Trowbridge homed in on cognitive errors unpacking each potential circumstance.
In the case of "faulty knowledge," a clinician may have seen an illness that presented in an unfamiliar way. "If you don't have that illness script for whatever that disease is, you're not going to be able to make that diagnosis," he said.
With faulty data gathering, clinicians may gloss over important diagnostic questions, fail to conduct a comprehensive clinical exam, or disregard patient history. These type of errors are common when clinicians feel overwhelmed by time pressures.
Faulty synthesis happens when clinicians solve a puzzle too quickly, often overestimating the importance of a single finding. Also called "premature closure" Trowbridge believes it's the most common cause of diagnostic error. The reasons are simple.
"Diagnostic uncertainty really bothers us," he said, and it bothers patients. "So a lot of us push to make a diagnosis, because then we have that degree of certainty."
And lastly there's meta-cognitive error, i.e. the mother-in-law problem. Trowbridge's mother-in-law is prone to hyperbole. So he recognizes his own tendency to discount the responses of look-alike, sound-alike patients and focuses intently on giving these patients equal care. When he finds he can't overcome the "mother-in-law" bias, he refers patients to colleagues.
Preventing mistakes
Trowbridge noted that the first step in improving diagnostic reasoning is awareness of the risk for cognitive errors. Experience, seeing as many patients as possible, is also important to expanding firsthand knowledge of diseases.
In addition, to improve intuitive reasoning, Trowbridge said gaining feedback on diagnoses was critical.
When physicians guess at a diagnosis and don't know what happened later, they assume they got it right, he said.

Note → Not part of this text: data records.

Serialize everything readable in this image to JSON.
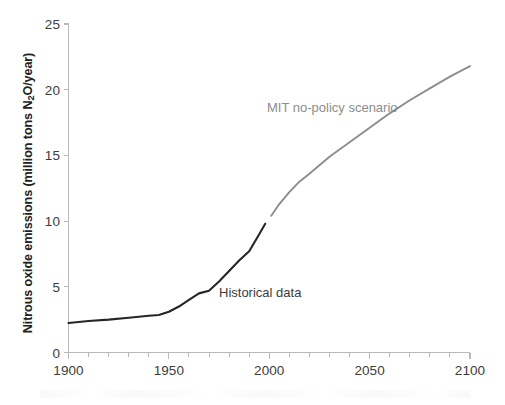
{
  "chart_data": {
    "type": "line",
    "title": "",
    "xlabel": "",
    "ylabel": "Nitrous oxide emissions (million tons N2O/year)",
    "ylabel_prefix": "Nitrous oxide emissions (million tons N",
    "ylabel_sub": "2",
    "ylabel_suffix": "O/year)",
    "xlim": [
      1900,
      2100
    ],
    "ylim": [
      0,
      25
    ],
    "grid": false,
    "legend_position": "inline-annotations",
    "x_major_ticks": [
      1900,
      1950,
      2000,
      2050,
      2100
    ],
    "x_major_tick_labels": [
      "1900",
      "1950",
      "2000",
      "2050",
      "2100"
    ],
    "x_minor_tick_step": 10,
    "y_major_ticks": [
      0,
      5,
      10,
      15,
      20,
      25
    ],
    "y_major_tick_labels": [
      "0",
      "5",
      "10",
      "15",
      "20",
      "25"
    ],
    "series": [
      {
        "name": "Historical data",
        "color": "#262626",
        "annotation": "Historical data",
        "x": [
          1900,
          1910,
          1920,
          1930,
          1940,
          1945,
          1950,
          1955,
          1960,
          1965,
          1970,
          1975,
          1980,
          1985,
          1990,
          1995,
          1998
        ],
        "values": [
          2.25,
          2.4,
          2.5,
          2.65,
          2.8,
          2.85,
          3.1,
          3.5,
          4.0,
          4.5,
          4.7,
          5.4,
          6.2,
          7.0,
          7.7,
          9.0,
          9.8
        ]
      },
      {
        "name": "MIT no-policy scenario",
        "color": "#8d8d8d",
        "annotation": "MIT no-policy scenario",
        "x": [
          2001,
          2005,
          2010,
          2015,
          2020,
          2030,
          2040,
          2050,
          2060,
          2070,
          2080,
          2090,
          2100
        ],
        "values": [
          10.4,
          11.3,
          12.2,
          13.0,
          13.6,
          14.9,
          16.0,
          17.1,
          18.2,
          19.2,
          20.1,
          21.0,
          21.8
        ]
      }
    ]
  }
}
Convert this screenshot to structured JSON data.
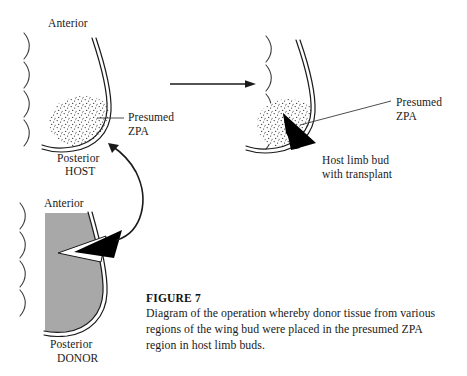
{
  "figure": {
    "number_label": "FIGURE 7",
    "caption": "Diagram of the operation whereby donor tissue from various regions of the wing bud were placed in the presumed ZPA region in host limb buds."
  },
  "panels": {
    "host_before": {
      "anterior_label": "Anterior",
      "posterior_label": "Posterior",
      "specimen_label": "HOST",
      "zpa_label_line1": "Presumed",
      "zpa_label_line2": "ZPA",
      "somite_count": 4
    },
    "host_after": {
      "zpa_label_line1": "Presumed",
      "zpa_label_line2": "ZPA",
      "caption_line1": "Host limb bud",
      "caption_line2": "with transplant",
      "somite_count": 4
    },
    "donor": {
      "anterior_label": "Anterior",
      "posterior_label": "Posterior",
      "specimen_label": "DONOR",
      "somite_count": 4
    }
  },
  "arrows": {
    "transformation_arrow": "horizontal-right-arrow",
    "graft_arrow": "curved-arrow-donor-to-host"
  },
  "colors": {
    "ink": "#1a1a1a",
    "donor_fill": "#a8a8a8",
    "transplant_fill": "#000000",
    "excised_fill": "#ffffff",
    "background": "#ffffff"
  }
}
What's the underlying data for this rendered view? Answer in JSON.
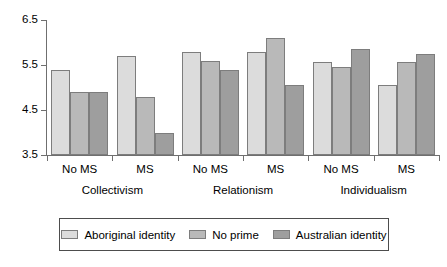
{
  "chart_data": {
    "type": "bar",
    "title": "",
    "subtitle": "",
    "xlabel": "",
    "ylabel": "",
    "ylim": [
      3.5,
      6.5
    ],
    "yticks": [
      "3.5",
      "4.5",
      "5.5",
      "6.5"
    ],
    "ytick_values": [
      3.5,
      4.5,
      5.5,
      6.5
    ],
    "grid": false,
    "legend_position": "bottom",
    "categories": [
      "No MS",
      "MS",
      "No MS",
      "MS",
      "No MS",
      "MS"
    ],
    "group_labels": [
      "Collectivism",
      "Relationism",
      "Individualism"
    ],
    "series": [
      {
        "name": "Aboriginal identity",
        "color": "#dcdcdc",
        "values": [
          5.4,
          5.7,
          5.8,
          5.8,
          5.57,
          5.05
        ]
      },
      {
        "name": "No prime",
        "color": "#b9b9b9",
        "values": [
          4.9,
          4.8,
          5.6,
          6.1,
          5.45,
          5.57
        ]
      },
      {
        "name": "Australian identity",
        "color": "#9e9e9e",
        "values": [
          4.9,
          4.0,
          5.4,
          5.05,
          5.85,
          5.75
        ]
      }
    ]
  },
  "axis": {
    "y_ticks": [
      {
        "label": "6.5",
        "value": 6.5
      },
      {
        "label": "5.5",
        "value": 5.5
      },
      {
        "label": "4.5",
        "value": 4.5
      },
      {
        "label": "3.5",
        "value": 3.5
      }
    ]
  },
  "x_axis": {
    "ticks": [
      {
        "label": "No MS"
      },
      {
        "label": "MS"
      },
      {
        "label": "No MS"
      },
      {
        "label": "MS"
      },
      {
        "label": "No MS"
      },
      {
        "label": "MS"
      }
    ],
    "groups": [
      {
        "label": "Collectivism"
      },
      {
        "label": "Relationism"
      },
      {
        "label": "Individualism"
      }
    ]
  },
  "legend": {
    "items": [
      {
        "label": "Aboriginal identity",
        "color": "#dcdcdc"
      },
      {
        "label": "No prime",
        "color": "#b9b9b9"
      },
      {
        "label": "Australian identity",
        "color": "#9e9e9e"
      }
    ]
  }
}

"A lot of times we aren't right, but we assume we're right and that reinforces things we're doing incorrectly."
"We need to be talking to our institutions and our practice groups and our partners about ways to get feedback on our diagnostic decisions," he said, and that includes both cases clinicians got right and those they got wrong.
As for analytical reasoning, Trowbridge focused on four ways to avoid errors.
The first is"recognizing you're at risk for bias," he said.
For example, Trowbridge described a hypothetical case of a man who presented at an emergency department three times a week, every week -- each time the man was drunk.
This patient may have proved frustrating to hospital staff in the past, which is why it's particularly important for the emergency department staff to overcome their "familiarity" bias, "because one of these days, that man going to have a subdural hematoma."
The second strategy is a simple time-out. Trowbridge encourages clinicians to ask themselves, "Does this patient really have what we think she has, and have we looked everywhere that we need to look?"
Trowbridge said in this case it is not enough to rely upon the record -- the clinician needs to ask the patient about items included in the record. Verify every diagnosis, he said.
The third strategy is really a tool: checklists. Using presentation checklists consciously, even when a diagnosis seems obvious, is something clinicians often fail to do because the steps seem so obvious. But in many cases, clinicians are interrupted frequently during a visit, and forget to follow the most basic steps.
The fourth strategy is one of reflection, and uses the mnemonic device, SAFER.
- Serious diagnosis : Have you considered all serious diagnoses?
- Alternative diagnosis: Have you considered any alternatives?
- Feelings affect thinking: How does the way this patient make me feel affect my thinking?
- Extraneous data: Is the information you set aside really extraneous?
- Reasons: Why did this happen?
He finished by saying that clinicians need to advocate for themselves and focus on working as a team.
"We can't do this alone ... To be good diagnosticians, we need time with patients, we need time to think, we need time to discuss, we need feedback and we need help from other folks to do all these things."